When you look back on your career, do you take the time to focus on the lesson learned?
Medicine tends to organize itself into multi-year chapters: four years each in college and medschool, four years of rad-residency in my case (up that to six if you choose to include intern and fellowship years), a 4-year purported partnership track, etc.
The mind likes to organize things, attributing themes and deeper meanings to them. Even if one does not subscribe to the spiritual notion that “things happen for a reason,” it can simply be a matter of self-reflection: What did I get out of that 4-year stint? How did I grow from it? What lessons did I learn?
Related article: 10 Questions with Eric Postal, MD
The answers are much easier when those chapters get further into the past. I have a friend who likes to ask “What did you learn” about the preceding year every time someone has a birthday-which can be a challenging query, because you’ve literally just emerged from the year in question.
By contrast, I have little difficulty coming up with key lessons-learned for events a decade or three ago. As such things come into retrospective clarity, it sometimes stands out that the lessons seem to contradict one another.
For instance, one of my discoveries in the later years of high school was that it’s pretty easy to make yourself miserable if you focus too much on your responsibilities (which at that age would be grades earned in classes, scores achieved on exams, etc. Now, it would refer to performance at a job). Relaxing a bit-unclenching if you will-allows for more actual living of life.
The next chapter, college, had a harsher lesson in response: Relax and enjoy too much, and success won’t necessarily come your way. Since I was accustomed to easily getting top grades in public school, I didn’t apply myself anywhere near as much as I should have while attending my Ivy League undergrad classes. As a result, my grades were decidedly mediocre.
So once again, the next lesson was something of a reversal, as I didn’t do well in the hypercompetitive medschool-application world, and went “offshore.” The subsequent years held the lesson that, yes, it will take self-discipline and more than a little effort, but you can indeed climb back into the competitive ranks (thanks, USMLE! You were a most helpful yardstick).
At least some of these lessons, therefore, seem to be a zig-zagging path between extremes. The “happy medium” being somewhere in the middle, one hopefully gravitates towards a more straight-and-narrow path for an optimal life. And, just as successive lessons might be at odds with one another, those separated by one or more links in the lesson-chain might seem to be reiterations. Not so much learning a new lesson as it is about refreshing, or fine-tuning, an old one.
Related article: Memoirs of a Teleradiologist, Round One
I have been out of education and training for nigh unto 14 years; the time spent working as an attending radiologist will soon exceed that which I spent learning to be one. The balance of lessons learned is, therefore, also beginning to shift. A perusal of my previous columns will surely give an insight into what some of those lessons have been.
One might hope, or at least wish, with accumulating years and associated wisdom, that it would become easier to identify the lessons one is learning, or needing to learn, before multiple years have subsequently passed. Strangely, it seems that most folks do the exact opposite: Become more set in their ways, convinced that they have learned what they need to, and increasingly resist evidence to the contrary.
The Reading Room Podcast: Emerging Trends in the Radiology Workforce
February 11th 2022Richard Duszak, MD, and Mina Makary, MD, discuss a number of issues, ranging from demographic trends and NPRPs to physician burnout and medical student recruitment, that figure to impact the radiology workforce now and in the near future.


REQUIRED ACTION:
Word for word, transcribe every line below.

Website and app data records
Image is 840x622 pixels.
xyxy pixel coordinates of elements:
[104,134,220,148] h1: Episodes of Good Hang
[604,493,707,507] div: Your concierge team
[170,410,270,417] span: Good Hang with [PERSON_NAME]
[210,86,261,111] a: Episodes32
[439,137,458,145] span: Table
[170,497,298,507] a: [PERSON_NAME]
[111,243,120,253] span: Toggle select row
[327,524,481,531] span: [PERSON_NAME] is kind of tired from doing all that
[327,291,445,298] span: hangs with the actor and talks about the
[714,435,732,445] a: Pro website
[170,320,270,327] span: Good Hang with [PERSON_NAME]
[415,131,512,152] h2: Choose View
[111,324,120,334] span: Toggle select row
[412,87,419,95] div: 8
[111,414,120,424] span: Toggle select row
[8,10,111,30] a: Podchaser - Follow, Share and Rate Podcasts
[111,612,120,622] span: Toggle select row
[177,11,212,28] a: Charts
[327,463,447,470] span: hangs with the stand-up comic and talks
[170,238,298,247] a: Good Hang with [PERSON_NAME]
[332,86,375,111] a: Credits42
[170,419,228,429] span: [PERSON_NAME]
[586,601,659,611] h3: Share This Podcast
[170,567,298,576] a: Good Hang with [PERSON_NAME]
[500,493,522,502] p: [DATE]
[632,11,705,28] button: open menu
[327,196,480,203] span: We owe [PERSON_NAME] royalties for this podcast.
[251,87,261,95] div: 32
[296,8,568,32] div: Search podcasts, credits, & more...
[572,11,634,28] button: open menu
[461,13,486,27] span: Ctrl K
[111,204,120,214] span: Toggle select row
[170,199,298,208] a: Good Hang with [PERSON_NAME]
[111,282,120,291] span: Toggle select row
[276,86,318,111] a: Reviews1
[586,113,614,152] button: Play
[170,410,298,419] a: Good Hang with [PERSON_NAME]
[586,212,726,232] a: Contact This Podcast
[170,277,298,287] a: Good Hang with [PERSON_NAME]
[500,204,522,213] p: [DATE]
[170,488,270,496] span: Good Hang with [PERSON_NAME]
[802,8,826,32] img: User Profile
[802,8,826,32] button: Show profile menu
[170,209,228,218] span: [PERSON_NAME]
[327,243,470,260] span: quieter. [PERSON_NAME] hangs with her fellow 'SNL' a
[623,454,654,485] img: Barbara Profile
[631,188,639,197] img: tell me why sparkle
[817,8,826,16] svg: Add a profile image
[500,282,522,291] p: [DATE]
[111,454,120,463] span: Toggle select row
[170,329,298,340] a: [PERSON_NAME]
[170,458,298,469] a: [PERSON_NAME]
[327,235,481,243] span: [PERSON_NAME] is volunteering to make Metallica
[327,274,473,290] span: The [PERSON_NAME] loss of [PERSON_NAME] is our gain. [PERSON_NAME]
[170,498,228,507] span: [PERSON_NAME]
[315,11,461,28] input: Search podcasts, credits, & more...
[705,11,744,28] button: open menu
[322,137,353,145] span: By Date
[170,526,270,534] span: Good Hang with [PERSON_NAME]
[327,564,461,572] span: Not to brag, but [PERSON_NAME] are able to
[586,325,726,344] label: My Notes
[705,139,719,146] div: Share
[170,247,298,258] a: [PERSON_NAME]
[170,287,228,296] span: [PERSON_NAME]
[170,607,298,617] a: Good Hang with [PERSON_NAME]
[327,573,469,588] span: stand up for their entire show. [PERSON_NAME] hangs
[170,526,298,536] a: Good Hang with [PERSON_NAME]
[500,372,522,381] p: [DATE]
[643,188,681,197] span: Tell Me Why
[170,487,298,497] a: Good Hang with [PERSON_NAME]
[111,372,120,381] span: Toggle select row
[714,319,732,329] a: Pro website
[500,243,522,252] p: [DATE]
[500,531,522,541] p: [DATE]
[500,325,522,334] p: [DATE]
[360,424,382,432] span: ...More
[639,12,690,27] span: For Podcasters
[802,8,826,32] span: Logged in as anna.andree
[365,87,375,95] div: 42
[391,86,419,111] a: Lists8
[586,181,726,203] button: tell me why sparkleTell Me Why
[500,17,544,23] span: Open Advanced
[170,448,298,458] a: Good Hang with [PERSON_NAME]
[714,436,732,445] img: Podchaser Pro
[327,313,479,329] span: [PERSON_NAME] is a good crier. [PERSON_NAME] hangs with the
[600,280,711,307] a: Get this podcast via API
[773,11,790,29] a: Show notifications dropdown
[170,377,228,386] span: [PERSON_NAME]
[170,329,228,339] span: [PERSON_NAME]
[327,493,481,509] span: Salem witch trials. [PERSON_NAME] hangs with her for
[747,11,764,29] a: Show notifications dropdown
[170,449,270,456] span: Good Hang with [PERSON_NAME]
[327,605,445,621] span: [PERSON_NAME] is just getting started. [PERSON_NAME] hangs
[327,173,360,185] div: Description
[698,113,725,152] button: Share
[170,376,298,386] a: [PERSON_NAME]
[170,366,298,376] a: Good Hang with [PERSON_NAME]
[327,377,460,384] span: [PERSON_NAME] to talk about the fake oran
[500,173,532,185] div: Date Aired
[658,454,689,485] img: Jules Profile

TASK SOLUTION:
Image is 840x622 pixels.
xyxy pixel coordinates of elements:
[104,134,220,148] h1: Episodes of Good Hang
[604,493,707,507] div: Your concierge team
[170,410,270,417] span: Good Hang with [PERSON_NAME]
[210,86,261,111] a: Episodes32
[439,137,458,145] span: Table
[170,497,298,507] a: [PERSON_NAME]
[111,243,120,253] span: Toggle select row
[327,524,481,531] span: [PERSON_NAME] is kind of tired from doing all that
[327,291,445,298] span: hangs with the actor and talks about the
[714,435,732,445] a: Pro website
[170,320,270,327] span: Good Hang with [PERSON_NAME]
[415,131,512,152] h2: Choose View
[111,324,120,334] span: Toggle select row
[412,87,419,95] div: 8
[111,414,120,424] span: Toggle select row
[8,10,111,30] a: Podchaser - Follow, Share and Rate Podcasts
[111,612,120,622] span: Toggle select row
[177,11,212,28] a: Charts
[327,463,447,470] span: hangs with the stand-up comic and talks
[170,238,298,247] a: Good Hang with [PERSON_NAME]
[332,86,375,111] a: Credits42
[170,419,228,429] span: [PERSON_NAME]
[586,601,659,611] h3: Share This Podcast
[170,567,298,576] a: Good Hang with [PERSON_NAME]
[500,493,522,502] p: [DATE]
[632,11,705,28] button: open menu
[327,196,480,203] span: We owe [PERSON_NAME] royalties for this podcast.
[251,87,261,95] div: 32
[296,8,568,32] div: Search podcasts, credits, & more...
[572,11,634,28] button: open menu
[461,13,486,27] span: Ctrl K
[111,204,120,214] span: Toggle select row
[170,199,298,208] a: Good Hang with [PERSON_NAME]
[111,282,120,291] span: Toggle select row
[276,86,318,111] a: Reviews1
[586,113,614,152] button: Play
[170,410,298,419] a: Good Hang with [PERSON_NAME]
[586,212,726,232] a: Contact This Podcast
[170,277,298,287] a: Good Hang with [PERSON_NAME]
[500,204,522,213] p: [DATE]
[170,488,270,496] span: Good Hang with [PERSON_NAME]
[802,8,826,32] img: User Profile
[802,8,826,32] button: Show profile menu
[170,209,228,218] span: [PERSON_NAME]
[327,243,470,260] span: quieter. [PERSON_NAME] hangs with her fellow 'SNL' a
[623,454,654,485] img: Barbara Profile
[631,188,639,197] img: tell me why sparkle
[817,8,826,16] svg: Add a profile image
[500,282,522,291] p: [DATE]
[111,454,120,463] span: Toggle select row
[170,329,298,340] a: [PERSON_NAME]
[170,458,298,469] a: [PERSON_NAME]
[327,235,481,243] span: [PERSON_NAME] is volunteering to make Metallica
[327,274,473,290] span: The [PERSON_NAME] loss of [PERSON_NAME] is our gain. [PERSON_NAME]
[170,498,228,507] span: [PERSON_NAME]
[315,11,461,28] input: Search podcasts, credits, & more...
[705,11,744,28] button: open menu
[322,137,353,145] span: By Date
[170,526,270,534] span: Good Hang with [PERSON_NAME]
[327,564,461,572] span: Not to brag, but [PERSON_NAME] are able to
[586,325,726,344] label: My Notes
[705,139,719,146] div: Share
[170,247,298,258] a: [PERSON_NAME]
[170,287,228,296] span: [PERSON_NAME]
[170,607,298,617] a: Good Hang with [PERSON_NAME]
[327,573,469,588] span: stand up for their entire show. [PERSON_NAME] hangs
[170,526,298,536] a: Good Hang with [PERSON_NAME]
[500,372,522,381] p: [DATE]
[643,188,681,197] span: Tell Me Why
[170,487,298,497] a: Good Hang with [PERSON_NAME]
[111,372,120,381] span: Toggle select row
[714,319,732,329] a: Pro website
[500,243,522,252] p: [DATE]
[500,531,522,541] p: [DATE]
[500,325,522,334] p: [DATE]
[360,424,382,432] span: ...More
[639,12,690,27] span: For Podcasters
[802,8,826,32] span: Logged in as anna.andree
[365,87,375,95] div: 42
[391,86,419,111] a: Lists8
[586,181,726,203] button: tell me why sparkleTell Me Why
[500,17,544,23] span: Open Advanced
[170,448,298,458] a: Good Hang with [PERSON_NAME]
[714,436,732,445] img: Podchaser Pro
[327,313,479,329] span: [PERSON_NAME] is a good crier. [PERSON_NAME] hangs with the
[600,280,711,307] a: Get this podcast via API
[773,11,790,29] a: Show notifications dropdown
[170,377,228,386] span: [PERSON_NAME]
[170,329,228,339] span: [PERSON_NAME]
[327,493,481,509] span: Salem witch trials. [PERSON_NAME] hangs with her for
[747,11,764,29] a: Show notifications dropdown
[170,449,270,456] span: Good Hang with [PERSON_NAME]
[327,605,445,621] span: [PERSON_NAME] is just getting started. [PERSON_NAME] hangs
[327,173,360,185] div: Description
[698,113,725,152] button: Share
[170,376,298,386] a: [PERSON_NAME]
[170,366,298,376] a: Good Hang with [PERSON_NAME]
[327,377,460,384] span: [PERSON_NAME] to talk about the fake oran
[500,173,532,185] div: Date Aired
[658,454,689,485] img: Jules Profile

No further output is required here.